It’s Time to Change the Cybersecurity Metaphors We Use

Source: Pat Muoio, Wall Street Journal

 

There’s a lot to be learned from the words we use to describe things. Cybersecurity is a case in point.

The prevailing metaphor people use when they talk about cybersecurity is that of attack— of cyberwar and cybercrime. It’s understandable, but such language aims our solutions outward at the attacker, with tools focused on things like perimeter defense, threat assessment and analysis of attack surface. In short, we focus on the bad guys.

Contrast that with the notion that cybersecurity is all about keeping an organization’s systems healthy. Now our attention is turned to internal monitoring, avoiding risky behaviors, closing down vulnerabilities—the open wounds that let bad things take hold. We examine ourselves.

This isn’t a semantic issue. The focus on the perimeter—or how the bad guys are getting in this time—forces organizations to fight back on the outsider’s terms. They end up chasing after new tools to prevent the attack du jour, without thinking how those new tools might interact with the cyber defenses they already have in place. In short, organizations give up the home-field advantage that comes from having detailed knowledge of their own systems and data.

Consider phishing, where hackers try to entice people to click on bogus links in emails with the aim of stealing user credentials. The success of phishing gave birth to cyber tools that let users know if links are safe to click. Yet phishing is just one of many ways hackers steal credentials—they also do it via password guessing, keystroke logging, even stealing the sticky note on which a password is written. Deploying separate tools to protect against each of those attack methods isn’t practical. Two-factor authentication, however, makes stolen credentials useless regardless of how they are obtained. This is a solution that addresses the correct operation of a system, not the specific type of attack itself.

Regardless of how a breach occurs, there is a very limited set of actions hackers can take to execute an attack once they gain entry. These actions enable the hacker to become privileged users on the system and to steal, encrypt or corrupt data, or to execute commands that can cause the system to break down. Detecting and neutralizing these universal actions is easier and more efficient than trying to detect every which way those actions might be combined or every trick hackers might use to evade detection.

All of this makes a compelling argument for talking about cybersecurity in terms of health rather than attack. This change of rhetoric will get organizations thinking about systemic solutions based on their understanding of the systems they create and run. Now the bad guys don’t dictate the terms of engagement.  They can use whatever techniques they want to disguise their approach because the approach doesn’t matter. If organizations can stop hackers from executing, they don’t have to stop them from getting in.

One big benefit of this way of thinking is that organizations can achieve full protection with fewer solutions. They don’t need to constantly assess the threat environment; that activity becomes the purview of security researchers, not a task that needs to be done by every organization trying to secure a system. An attack by Russia is neutralized the same way as an attack by an amateur hacker because when it comes down to executing, they have the same set of actions available to them.

This may not be as glamorous or dramatic as the idea of engaging in a mind-to-mind “war” with hackers, but it is much more effective.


WHAT IS BEING ASKED: Retype exactly the span of lines below from the one with "What elements are" through the one with "Identify all the". Do not include pictures.

RECORDS SHOWN:
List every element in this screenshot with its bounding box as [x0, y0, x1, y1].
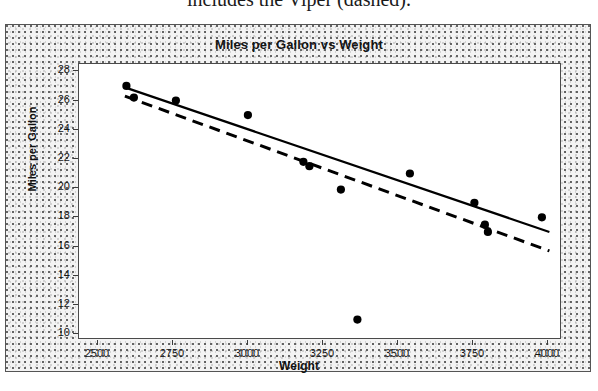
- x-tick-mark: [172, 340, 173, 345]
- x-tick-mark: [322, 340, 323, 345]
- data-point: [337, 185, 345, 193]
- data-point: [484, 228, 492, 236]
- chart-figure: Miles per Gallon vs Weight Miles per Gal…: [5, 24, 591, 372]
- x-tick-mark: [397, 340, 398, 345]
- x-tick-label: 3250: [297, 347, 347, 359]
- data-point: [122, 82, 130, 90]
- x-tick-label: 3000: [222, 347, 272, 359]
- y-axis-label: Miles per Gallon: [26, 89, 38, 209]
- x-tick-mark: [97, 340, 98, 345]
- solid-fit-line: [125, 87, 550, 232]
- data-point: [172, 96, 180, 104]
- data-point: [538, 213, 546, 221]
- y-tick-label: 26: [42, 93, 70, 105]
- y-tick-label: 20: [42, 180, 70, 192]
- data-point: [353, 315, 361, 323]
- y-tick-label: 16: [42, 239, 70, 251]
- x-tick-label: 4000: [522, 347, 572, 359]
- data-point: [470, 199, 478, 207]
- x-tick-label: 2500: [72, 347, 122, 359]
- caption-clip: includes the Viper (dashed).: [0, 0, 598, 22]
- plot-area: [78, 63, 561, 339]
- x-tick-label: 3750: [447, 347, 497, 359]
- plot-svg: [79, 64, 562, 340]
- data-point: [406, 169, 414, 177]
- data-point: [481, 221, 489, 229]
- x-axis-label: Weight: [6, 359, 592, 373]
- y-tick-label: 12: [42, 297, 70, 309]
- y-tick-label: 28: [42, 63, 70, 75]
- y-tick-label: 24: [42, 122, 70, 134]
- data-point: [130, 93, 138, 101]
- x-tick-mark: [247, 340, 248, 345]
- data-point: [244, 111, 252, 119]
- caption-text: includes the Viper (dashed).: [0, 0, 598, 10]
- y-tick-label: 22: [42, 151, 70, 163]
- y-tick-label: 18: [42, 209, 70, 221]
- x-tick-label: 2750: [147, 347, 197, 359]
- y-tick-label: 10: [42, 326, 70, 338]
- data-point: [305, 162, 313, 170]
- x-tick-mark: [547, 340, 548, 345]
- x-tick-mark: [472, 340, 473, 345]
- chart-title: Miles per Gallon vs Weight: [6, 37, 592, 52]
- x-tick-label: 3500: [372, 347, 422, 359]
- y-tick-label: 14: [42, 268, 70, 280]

* * *

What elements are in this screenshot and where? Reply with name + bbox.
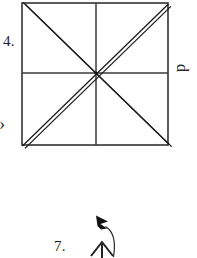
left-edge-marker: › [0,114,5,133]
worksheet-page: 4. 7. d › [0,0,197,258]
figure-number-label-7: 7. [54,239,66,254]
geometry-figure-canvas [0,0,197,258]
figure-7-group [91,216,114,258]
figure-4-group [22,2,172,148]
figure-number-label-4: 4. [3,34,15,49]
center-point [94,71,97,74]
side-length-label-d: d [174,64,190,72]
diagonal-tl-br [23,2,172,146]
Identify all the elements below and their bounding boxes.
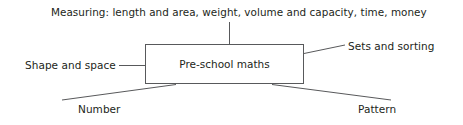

* * *

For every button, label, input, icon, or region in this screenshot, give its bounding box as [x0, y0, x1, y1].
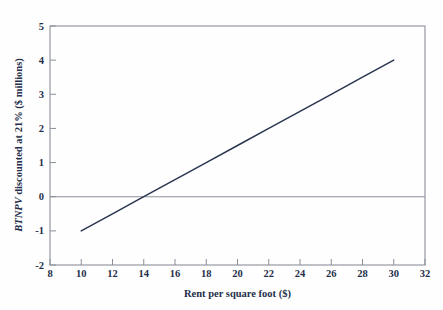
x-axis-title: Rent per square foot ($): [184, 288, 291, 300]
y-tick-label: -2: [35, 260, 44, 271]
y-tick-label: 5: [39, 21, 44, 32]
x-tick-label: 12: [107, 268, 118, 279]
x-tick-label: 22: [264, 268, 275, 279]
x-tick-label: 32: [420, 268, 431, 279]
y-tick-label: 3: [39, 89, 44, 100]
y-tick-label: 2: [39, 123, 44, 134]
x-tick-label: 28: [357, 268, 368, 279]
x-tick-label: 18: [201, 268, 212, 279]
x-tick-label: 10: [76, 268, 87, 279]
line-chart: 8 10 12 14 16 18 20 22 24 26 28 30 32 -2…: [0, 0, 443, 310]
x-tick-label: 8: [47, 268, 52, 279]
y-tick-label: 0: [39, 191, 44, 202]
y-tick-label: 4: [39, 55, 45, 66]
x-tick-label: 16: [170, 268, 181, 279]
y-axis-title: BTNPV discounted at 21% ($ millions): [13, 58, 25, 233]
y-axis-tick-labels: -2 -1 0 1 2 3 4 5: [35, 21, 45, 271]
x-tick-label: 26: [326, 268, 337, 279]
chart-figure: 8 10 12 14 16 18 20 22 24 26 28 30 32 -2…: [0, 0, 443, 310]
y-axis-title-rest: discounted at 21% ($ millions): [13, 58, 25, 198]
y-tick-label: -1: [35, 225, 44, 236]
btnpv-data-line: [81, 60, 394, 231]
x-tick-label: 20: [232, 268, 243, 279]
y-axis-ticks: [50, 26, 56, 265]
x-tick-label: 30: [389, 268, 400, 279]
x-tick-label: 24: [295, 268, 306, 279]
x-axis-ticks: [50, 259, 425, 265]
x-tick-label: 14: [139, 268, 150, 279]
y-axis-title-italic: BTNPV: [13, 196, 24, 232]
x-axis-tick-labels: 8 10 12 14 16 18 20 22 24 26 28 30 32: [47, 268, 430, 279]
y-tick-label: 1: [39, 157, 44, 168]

SOLUTION BELOW:
What elements are in this screenshot and where? Reply with name + bbox.
left-edge-marker: › [0,114,5,133]
worksheet-page: 4. 7. d › [0,0,197,258]
figure-number-label-7: 7. [54,239,66,254]
geometry-figure-canvas [0,0,197,258]
figure-7-group [91,216,114,258]
figure-4-group [22,2,172,148]
figure-number-label-4: 4. [3,34,15,49]
center-point [94,71,97,74]
side-length-label-d: d [174,64,190,72]
diagonal-tl-br [23,2,172,146]
Identify all the elements below and their bounding boxes.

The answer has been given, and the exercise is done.